Here E_t is the new expectation, E_{t-1} is last period’s expectation, p_{t-1} is the realized value last period, and \\theta controls how fast expectations adjust.

If \\theta is small, forecasts change slowly. If \\theta is large, forecasts chase recent outcomes more aggressively.

Why It Matters In Macroeconomics

Adaptive expectations can generate persistence. If inflation was high yesterday, people revise inflation expectations upward today, which can help keep wage demands and price-setting behavior elevated.

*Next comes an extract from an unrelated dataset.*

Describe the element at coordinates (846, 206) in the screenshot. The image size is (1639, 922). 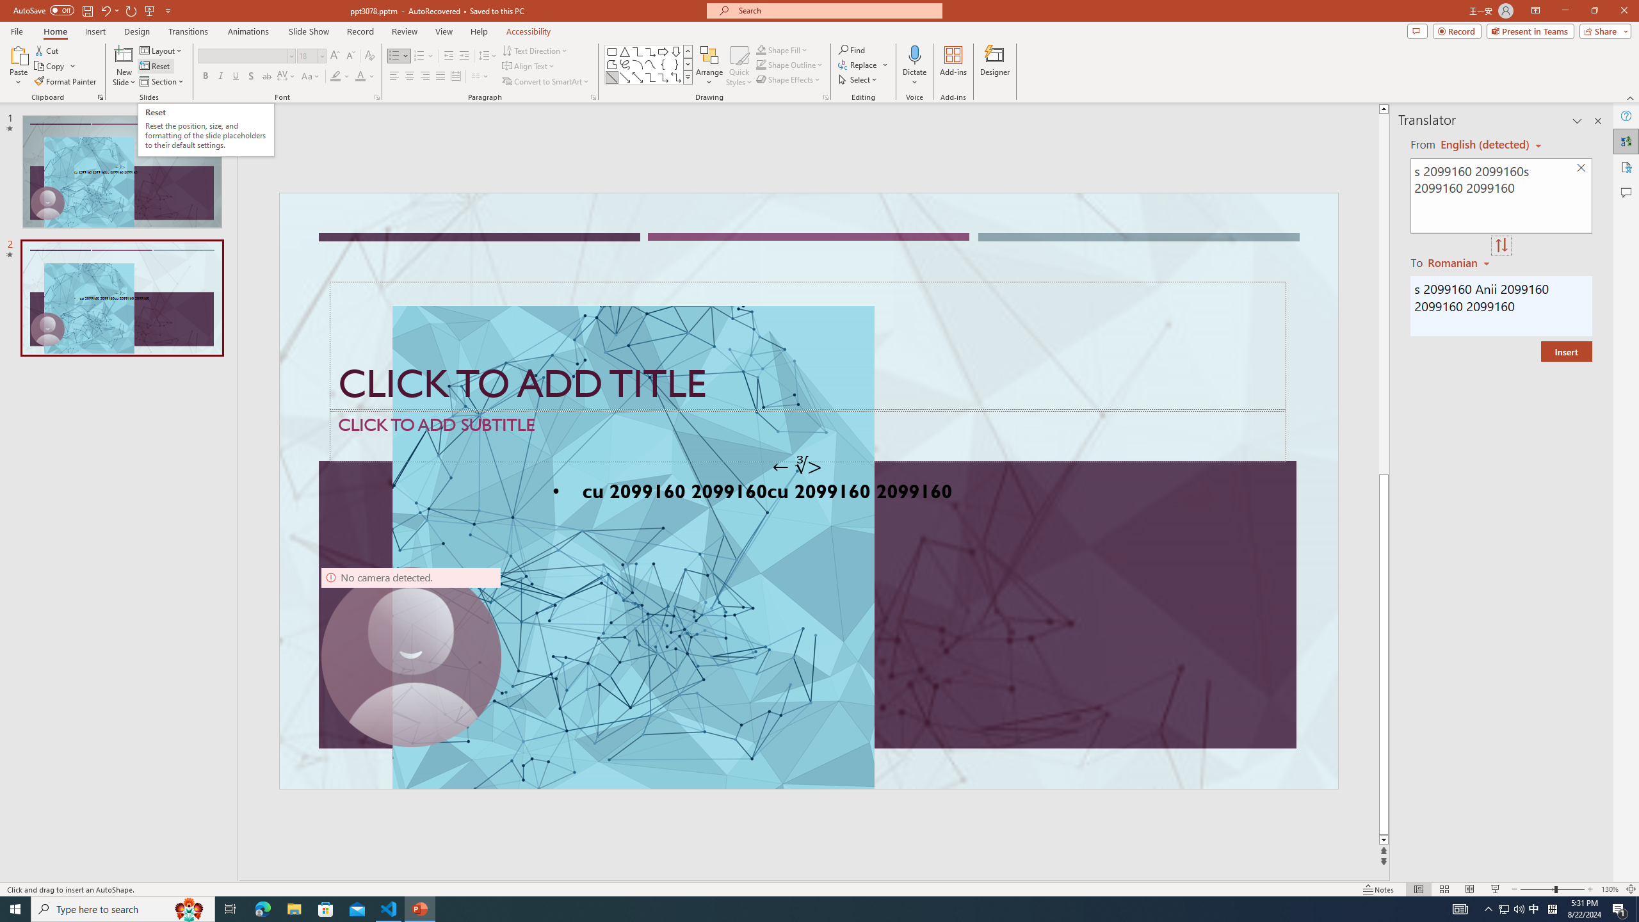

That is one reason older macroeconomic models used adaptive expectations to explain sluggish adjustment and inflation inertia.

Main Limitation

The weakness of adaptive expectations is that they react slowly when the regime changes. If a central bank credibly changes policy, a purely backward-looking rule may keep predicting the old pattern for too long.

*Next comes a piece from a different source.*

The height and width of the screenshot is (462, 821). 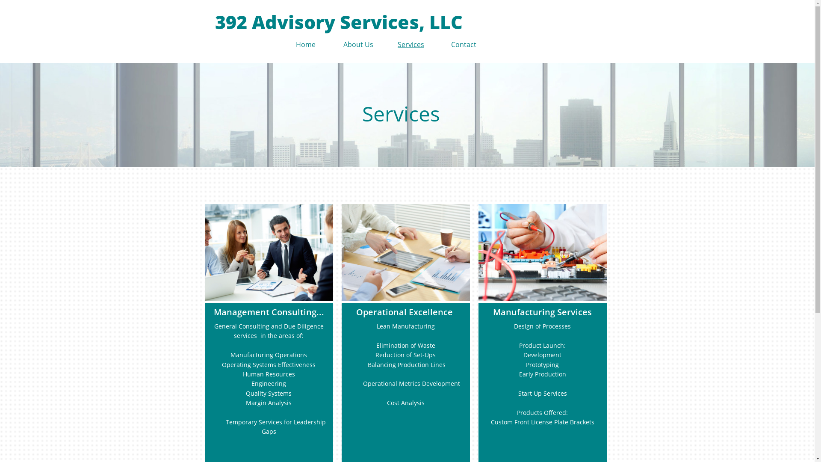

That limitation helped motivate rational-expectations models, which emphasize that people use broader information than past forecast errors alone.

Knowledge Check

### What is the defining feature of adaptive expectations? - [x] Forecasts are revised using past forecast errors and past realized values - [ ] Forecasts are based only on future policy announcements - [ ] Forecasts never change - [ ] Forecasts assume perfect foresight > **Explanation:** Adaptive expectations are backward-looking: they update gradually in response to what happened before. ### What does a larger adjustment parameter `theta` imply? - [ ] Slower updating - [x] Faster updating toward recent outcomes - [ ] No role for forecast errors - [ ] Lower inflation by definition > **Explanation:** A larger `theta` places more weight on the latest forecast error, so expectations move more quickly. ### Why can adaptive expectations perform poorly after a credible policy regime change? - [ ] Because the formula stops working mathematically - [ ] Because realized values become zero - [x] Because a backward-looking rule may keep extrapolating the old regime - [ ] Because expectations become perfectly rational > **Explanation:** If the economy changes structure, a rule based mostly on past outcomes can adjust too slowly.